I’ve updated the pedigree charts I posted a few days back.
Although I use an attribution copyleft license (CC-BY-SA), I recognize that expecting attribution for every re-use is a bit unrealistic. Sure, it’s reasonable for the first few generations: most people can name their mother and father, and many can name all 4 grandparents. But expecting them to name all 8 great-grandparents is a little much. Who knows the names of all 16 of their great-great-grandparents, or all 32 great-great-great-grandparents? And so on.

Likewise, I expect people to cite Sita as a source in the first few generations of remixes. I don’t think I need to legally coerce people to name me as the source author, any more than legal coercion is needed for most people to name their parents. Or grandparents; a remixed remix can still cite this source. But a remixed remix of a remixed remix? How much “Sita” is even left at that point?

Sure, I’d like to be credited in works containing 1/144th dilutions of Sita, but is that reasonable?
Here the analogy between memes and genes weakens, because memes don’t recombine sexually like genes do. Making Sita’s “memeology” match the biological pedigree chart was awkward; cultural works can have many more than two “parents” for every “child.” I had to omit many of Sita’s other “parents,” like 2-D animation (cut-out animation, Flash, computer science, Fleischer Bros., Eduard Muybridge, etc.), to make the charts match. With all those “parents” mixing willy-nilly into all those “children,” dilution of attribution could happen in even fewer generations.
Take this still from Sita Sings the Blues:

It’s a collage made up of more than 15 disparate elements. Just the pattern in the background is comprised of 3 different traditional textile print designs. The border with the little feet and om symbols is obviously made up of many other elements, combined long before it ever reached my eyes. The tree comes from a reproduction I scanned from a book (lost in the Great Bedbug Infestation of 2008, so I couldn’t find it even if I wanted to); it comes from a painting, which may have been almost identical to many other paintings of its time, depending on whether it was produced in a big workshop. Surely it borrowed techniques from earlier paintings, which were based on earlier paintings….And that’s not even addressing the bits that make up Valmiki and Sita in the foreground, which were taken from more sources than I can recall.
I did “paint” the peacock feather by my own hand, so that’s “original.” Except the idea comes from dozens of paintings of Valmiki transcribing the Ramayana, and calling a peacock feather “original” because it wasn’t collaged in from another image, is just stupid.
My point is, even though attribution is important, it has its limits, which hopefully you can see in the illustrations above.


§ **What to produce**
Would you repeat each line below exactly, without the pictures?

§ **Information given**
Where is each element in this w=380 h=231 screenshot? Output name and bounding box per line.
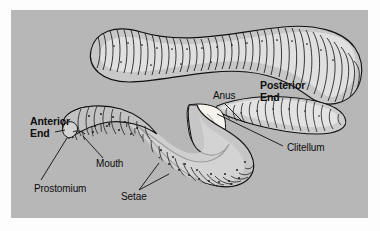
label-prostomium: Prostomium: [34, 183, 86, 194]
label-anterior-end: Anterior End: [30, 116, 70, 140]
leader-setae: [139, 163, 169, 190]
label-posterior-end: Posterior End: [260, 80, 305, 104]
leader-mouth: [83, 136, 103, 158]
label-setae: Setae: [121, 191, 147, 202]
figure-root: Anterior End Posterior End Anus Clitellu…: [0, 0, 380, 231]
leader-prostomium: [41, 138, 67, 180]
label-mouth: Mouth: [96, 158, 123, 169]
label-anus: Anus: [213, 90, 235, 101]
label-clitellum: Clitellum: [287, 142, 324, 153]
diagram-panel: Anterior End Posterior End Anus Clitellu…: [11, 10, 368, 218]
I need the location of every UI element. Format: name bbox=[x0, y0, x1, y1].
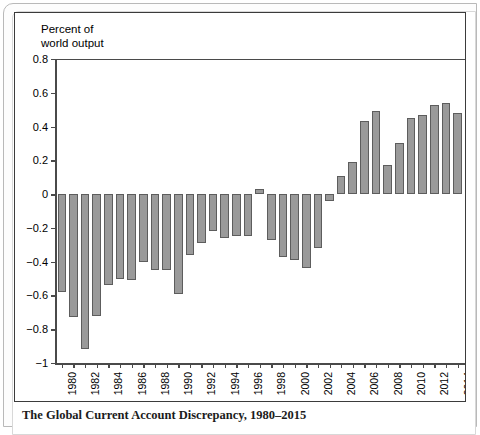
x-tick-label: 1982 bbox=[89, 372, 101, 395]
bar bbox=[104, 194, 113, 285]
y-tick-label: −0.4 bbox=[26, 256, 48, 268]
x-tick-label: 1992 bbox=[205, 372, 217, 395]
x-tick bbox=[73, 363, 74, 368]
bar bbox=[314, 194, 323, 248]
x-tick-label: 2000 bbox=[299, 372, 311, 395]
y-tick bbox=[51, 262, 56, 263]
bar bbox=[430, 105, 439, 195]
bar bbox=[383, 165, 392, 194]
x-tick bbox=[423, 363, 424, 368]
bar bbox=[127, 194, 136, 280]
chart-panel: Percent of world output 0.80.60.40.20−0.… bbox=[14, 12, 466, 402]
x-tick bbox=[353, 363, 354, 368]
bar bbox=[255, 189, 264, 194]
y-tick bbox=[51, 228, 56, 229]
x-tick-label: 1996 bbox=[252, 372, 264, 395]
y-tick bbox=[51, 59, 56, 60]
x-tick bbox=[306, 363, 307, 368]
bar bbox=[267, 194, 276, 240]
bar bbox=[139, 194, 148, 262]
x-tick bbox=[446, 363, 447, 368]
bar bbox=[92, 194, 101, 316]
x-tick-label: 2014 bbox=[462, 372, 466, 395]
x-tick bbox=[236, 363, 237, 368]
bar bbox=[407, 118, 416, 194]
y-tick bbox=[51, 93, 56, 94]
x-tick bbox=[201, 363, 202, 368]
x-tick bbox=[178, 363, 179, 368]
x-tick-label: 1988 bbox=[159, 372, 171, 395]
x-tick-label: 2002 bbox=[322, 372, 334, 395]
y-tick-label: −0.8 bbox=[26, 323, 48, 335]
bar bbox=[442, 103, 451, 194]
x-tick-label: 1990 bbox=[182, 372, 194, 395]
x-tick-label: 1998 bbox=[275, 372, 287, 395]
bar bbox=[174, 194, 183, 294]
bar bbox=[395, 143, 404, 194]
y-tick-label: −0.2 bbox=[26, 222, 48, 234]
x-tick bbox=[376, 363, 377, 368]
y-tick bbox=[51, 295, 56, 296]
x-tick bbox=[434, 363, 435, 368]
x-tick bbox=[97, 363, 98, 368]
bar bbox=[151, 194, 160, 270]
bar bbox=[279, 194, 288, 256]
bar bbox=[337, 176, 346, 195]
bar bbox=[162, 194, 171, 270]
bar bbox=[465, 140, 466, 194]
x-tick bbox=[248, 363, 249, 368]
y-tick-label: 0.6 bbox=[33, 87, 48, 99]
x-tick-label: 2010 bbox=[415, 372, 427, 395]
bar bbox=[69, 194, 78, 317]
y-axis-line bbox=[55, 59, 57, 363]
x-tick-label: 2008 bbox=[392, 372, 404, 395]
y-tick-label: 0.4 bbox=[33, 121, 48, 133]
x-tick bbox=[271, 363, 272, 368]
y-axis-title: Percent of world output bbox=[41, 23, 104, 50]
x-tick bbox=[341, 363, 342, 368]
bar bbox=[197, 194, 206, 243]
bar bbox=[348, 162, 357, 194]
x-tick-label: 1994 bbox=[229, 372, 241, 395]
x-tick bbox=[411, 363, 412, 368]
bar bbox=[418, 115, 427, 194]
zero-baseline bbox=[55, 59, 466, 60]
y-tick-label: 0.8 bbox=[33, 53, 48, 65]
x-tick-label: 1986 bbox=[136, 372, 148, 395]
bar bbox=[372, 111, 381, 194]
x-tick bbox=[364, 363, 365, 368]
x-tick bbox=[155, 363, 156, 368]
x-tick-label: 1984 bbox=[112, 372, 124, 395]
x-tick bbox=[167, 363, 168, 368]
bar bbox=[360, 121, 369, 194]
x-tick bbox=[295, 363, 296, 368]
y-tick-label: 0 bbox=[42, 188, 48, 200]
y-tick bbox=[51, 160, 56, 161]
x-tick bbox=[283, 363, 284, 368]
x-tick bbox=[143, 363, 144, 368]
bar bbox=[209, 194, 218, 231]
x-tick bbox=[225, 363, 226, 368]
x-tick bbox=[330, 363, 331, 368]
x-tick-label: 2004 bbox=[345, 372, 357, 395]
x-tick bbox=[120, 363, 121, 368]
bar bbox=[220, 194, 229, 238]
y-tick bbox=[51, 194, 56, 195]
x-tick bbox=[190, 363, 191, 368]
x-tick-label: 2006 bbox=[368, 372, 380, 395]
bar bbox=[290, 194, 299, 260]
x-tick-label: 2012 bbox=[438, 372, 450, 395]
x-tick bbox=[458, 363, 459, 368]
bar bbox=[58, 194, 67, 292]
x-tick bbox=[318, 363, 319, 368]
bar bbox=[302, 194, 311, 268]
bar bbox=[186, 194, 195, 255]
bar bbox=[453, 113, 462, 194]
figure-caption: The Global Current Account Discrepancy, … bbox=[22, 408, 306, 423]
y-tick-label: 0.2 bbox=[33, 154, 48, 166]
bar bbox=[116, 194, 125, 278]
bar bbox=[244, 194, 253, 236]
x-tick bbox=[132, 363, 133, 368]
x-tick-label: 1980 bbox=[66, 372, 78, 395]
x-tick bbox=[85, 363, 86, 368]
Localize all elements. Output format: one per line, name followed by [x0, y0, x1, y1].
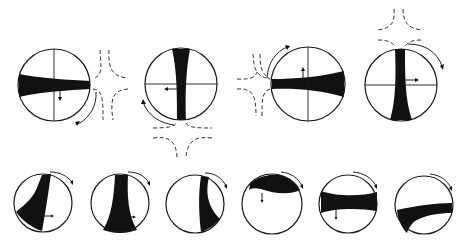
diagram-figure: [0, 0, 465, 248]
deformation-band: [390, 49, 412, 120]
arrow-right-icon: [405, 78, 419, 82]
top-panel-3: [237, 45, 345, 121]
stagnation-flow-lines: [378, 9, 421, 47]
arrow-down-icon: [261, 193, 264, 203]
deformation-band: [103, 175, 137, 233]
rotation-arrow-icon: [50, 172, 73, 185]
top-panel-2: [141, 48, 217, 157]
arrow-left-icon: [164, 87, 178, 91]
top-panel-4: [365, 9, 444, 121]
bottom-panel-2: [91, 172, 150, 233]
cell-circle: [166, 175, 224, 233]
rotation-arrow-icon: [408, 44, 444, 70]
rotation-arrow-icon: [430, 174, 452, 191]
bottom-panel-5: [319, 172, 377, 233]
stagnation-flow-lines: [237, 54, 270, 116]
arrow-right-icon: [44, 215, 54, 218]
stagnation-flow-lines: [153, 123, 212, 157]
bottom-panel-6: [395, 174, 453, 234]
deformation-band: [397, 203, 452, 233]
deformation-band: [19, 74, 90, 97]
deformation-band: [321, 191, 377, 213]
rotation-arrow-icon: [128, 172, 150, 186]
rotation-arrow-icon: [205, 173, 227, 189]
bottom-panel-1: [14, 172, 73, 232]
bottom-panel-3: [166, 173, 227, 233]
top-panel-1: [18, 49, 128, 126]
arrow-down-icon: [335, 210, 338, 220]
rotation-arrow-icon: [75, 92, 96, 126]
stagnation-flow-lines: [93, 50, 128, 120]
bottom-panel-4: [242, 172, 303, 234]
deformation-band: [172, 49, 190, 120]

§ **Solution to the exercise**
Where is each element in this w=380 h=231 screenshot? Output name and bounding box per line.
label-prostomium: Prostomium: [34, 183, 86, 194]
label-anterior-end: Anterior End: [30, 116, 70, 140]
leader-setae: [139, 163, 169, 190]
label-posterior-end: Posterior End: [260, 80, 305, 104]
leader-mouth: [83, 136, 103, 158]
label-setae: Setae: [121, 191, 147, 202]
figure-root: Anterior End Posterior End Anus Clitellu…: [0, 0, 380, 231]
leader-prostomium: [41, 138, 67, 180]
label-mouth: Mouth: [96, 158, 123, 169]
label-anus: Anus: [213, 90, 235, 101]
label-clitellum: Clitellum: [287, 142, 324, 153]
diagram-panel: Anterior End Posterior End Anus Clitellu…: [11, 10, 368, 218]
I need the location of every UI element. Format: name bbox=[x0, y0, x1, y1].
x-tick-label: 1982 bbox=[89, 372, 101, 395]
bar bbox=[104, 194, 113, 285]
y-tick-label: −0.4 bbox=[26, 256, 48, 268]
x-tick-label: 1992 bbox=[205, 372, 217, 395]
x-tick bbox=[73, 363, 74, 368]
bar bbox=[314, 194, 323, 248]
x-tick-label: 2000 bbox=[299, 372, 311, 395]
y-tick bbox=[51, 262, 56, 263]
bar bbox=[430, 105, 439, 195]
bar bbox=[383, 165, 392, 194]
x-tick bbox=[423, 363, 424, 368]
bar bbox=[127, 194, 136, 280]
chart-panel: Percent of world output 0.80.60.40.20−0.… bbox=[14, 12, 466, 402]
x-tick bbox=[353, 363, 354, 368]
bar bbox=[255, 189, 264, 194]
y-tick bbox=[51, 228, 56, 229]
x-tick-label: 1996 bbox=[252, 372, 264, 395]
y-tick bbox=[51, 59, 56, 60]
x-tick bbox=[306, 363, 307, 368]
bar bbox=[267, 194, 276, 240]
bar bbox=[139, 194, 148, 262]
x-tick bbox=[446, 363, 447, 368]
bar bbox=[92, 194, 101, 316]
x-tick-label: 2014 bbox=[462, 372, 466, 395]
x-tick bbox=[236, 363, 237, 368]
bar bbox=[407, 118, 416, 194]
y-tick bbox=[51, 93, 56, 94]
x-tick bbox=[201, 363, 202, 368]
x-tick bbox=[178, 363, 179, 368]
x-tick-label: 1988 bbox=[159, 372, 171, 395]
x-tick-label: 2002 bbox=[322, 372, 334, 395]
y-tick-label: −0.8 bbox=[26, 323, 48, 335]
bar bbox=[442, 103, 451, 194]
x-tick-label: 1990 bbox=[182, 372, 194, 395]
x-tick-label: 1998 bbox=[275, 372, 287, 395]
bar bbox=[174, 194, 183, 294]
bar bbox=[395, 143, 404, 194]
y-tick-label: −0.2 bbox=[26, 222, 48, 234]
x-tick bbox=[376, 363, 377, 368]
y-tick bbox=[51, 295, 56, 296]
x-tick bbox=[434, 363, 435, 368]
x-tick bbox=[97, 363, 98, 368]
bar bbox=[151, 194, 160, 270]
bar bbox=[279, 194, 288, 256]
bar bbox=[337, 176, 346, 195]
bar bbox=[162, 194, 171, 270]
bar bbox=[465, 140, 466, 194]
x-tick bbox=[248, 363, 249, 368]
y-tick-label: 0.6 bbox=[33, 87, 48, 99]
x-tick-label: 2010 bbox=[415, 372, 427, 395]
bar bbox=[69, 194, 78, 317]
y-axis-line bbox=[55, 59, 57, 363]
x-tick-label: 2008 bbox=[392, 372, 404, 395]
y-tick-label: 0.4 bbox=[33, 121, 48, 133]
x-tick bbox=[271, 363, 272, 368]
y-axis-title: Percent of world output bbox=[41, 23, 104, 50]
x-tick bbox=[341, 363, 342, 368]
bar bbox=[197, 194, 206, 243]
bar bbox=[348, 162, 357, 194]
x-tick-label: 1994 bbox=[229, 372, 241, 395]
x-tick bbox=[411, 363, 412, 368]
bar bbox=[418, 115, 427, 194]
zero-baseline bbox=[55, 59, 466, 60]
y-tick-label: 0.8 bbox=[33, 53, 48, 65]
x-tick-label: 1986 bbox=[136, 372, 148, 395]
bar bbox=[372, 111, 381, 194]
x-tick bbox=[364, 363, 365, 368]
x-tick bbox=[155, 363, 156, 368]
x-tick-label: 1984 bbox=[112, 372, 124, 395]
x-tick bbox=[167, 363, 168, 368]
bar bbox=[360, 121, 369, 194]
x-tick bbox=[295, 363, 296, 368]
y-tick-label: 0 bbox=[42, 188, 48, 200]
y-tick bbox=[51, 160, 56, 161]
x-tick bbox=[283, 363, 284, 368]
x-tick bbox=[143, 363, 144, 368]
bar bbox=[209, 194, 218, 231]
x-tick bbox=[225, 363, 226, 368]
x-tick bbox=[330, 363, 331, 368]
x-tick-label: 2004 bbox=[345, 372, 357, 395]
x-tick bbox=[120, 363, 121, 368]
bar bbox=[220, 194, 229, 238]
y-tick bbox=[51, 194, 56, 195]
x-tick bbox=[190, 363, 191, 368]
x-tick-label: 2006 bbox=[368, 372, 380, 395]
bar bbox=[290, 194, 299, 260]
x-tick-label: 2012 bbox=[438, 372, 450, 395]
x-tick bbox=[458, 363, 459, 368]
bar bbox=[58, 194, 67, 292]
x-tick bbox=[318, 363, 319, 368]
bar bbox=[302, 194, 311, 268]
bar bbox=[186, 194, 195, 255]
bar bbox=[453, 113, 462, 194]
figure-caption: The Global Current Account Discrepancy, … bbox=[22, 408, 306, 423]
y-tick-label: 0.2 bbox=[33, 154, 48, 166]
bar bbox=[116, 194, 125, 278]
bar bbox=[244, 194, 253, 236]
x-tick bbox=[132, 363, 133, 368]
x-tick-label: 1980 bbox=[66, 372, 78, 395]
x-tick bbox=[85, 363, 86, 368]
Localize all elements. Output format: one per line, name followed by [x0, y0, x1, y1].
diagram-figure: [0, 0, 465, 248]
deformation-band: [390, 49, 412, 120]
arrow-right-icon: [405, 78, 419, 82]
top-panel-3: [237, 45, 345, 121]
stagnation-flow-lines: [378, 9, 421, 47]
arrow-down-icon: [261, 193, 264, 203]
deformation-band: [103, 175, 137, 233]
rotation-arrow-icon: [50, 172, 73, 185]
top-panel-2: [141, 48, 217, 157]
arrow-left-icon: [164, 87, 178, 91]
top-panel-4: [365, 9, 444, 121]
bottom-panel-2: [91, 172, 150, 233]
cell-circle: [166, 175, 224, 233]
rotation-arrow-icon: [408, 44, 444, 70]
rotation-arrow-icon: [430, 174, 452, 191]
bottom-panel-5: [319, 172, 377, 233]
stagnation-flow-lines: [237, 54, 270, 116]
arrow-right-icon: [44, 215, 54, 218]
stagnation-flow-lines: [153, 123, 212, 157]
bottom-panel-6: [395, 174, 453, 234]
deformation-band: [397, 203, 452, 233]
deformation-band: [19, 74, 90, 97]
deformation-band: [321, 191, 377, 213]
rotation-arrow-icon: [128, 172, 150, 186]
rotation-arrow-icon: [205, 173, 227, 189]
bottom-panel-1: [14, 172, 73, 232]
bottom-panel-3: [166, 173, 227, 233]
top-panel-1: [18, 49, 128, 126]
arrow-down-icon: [335, 210, 338, 220]
rotation-arrow-icon: [75, 92, 96, 126]
stagnation-flow-lines: [93, 50, 128, 120]
bottom-panel-4: [242, 172, 303, 234]
deformation-band: [172, 49, 190, 120]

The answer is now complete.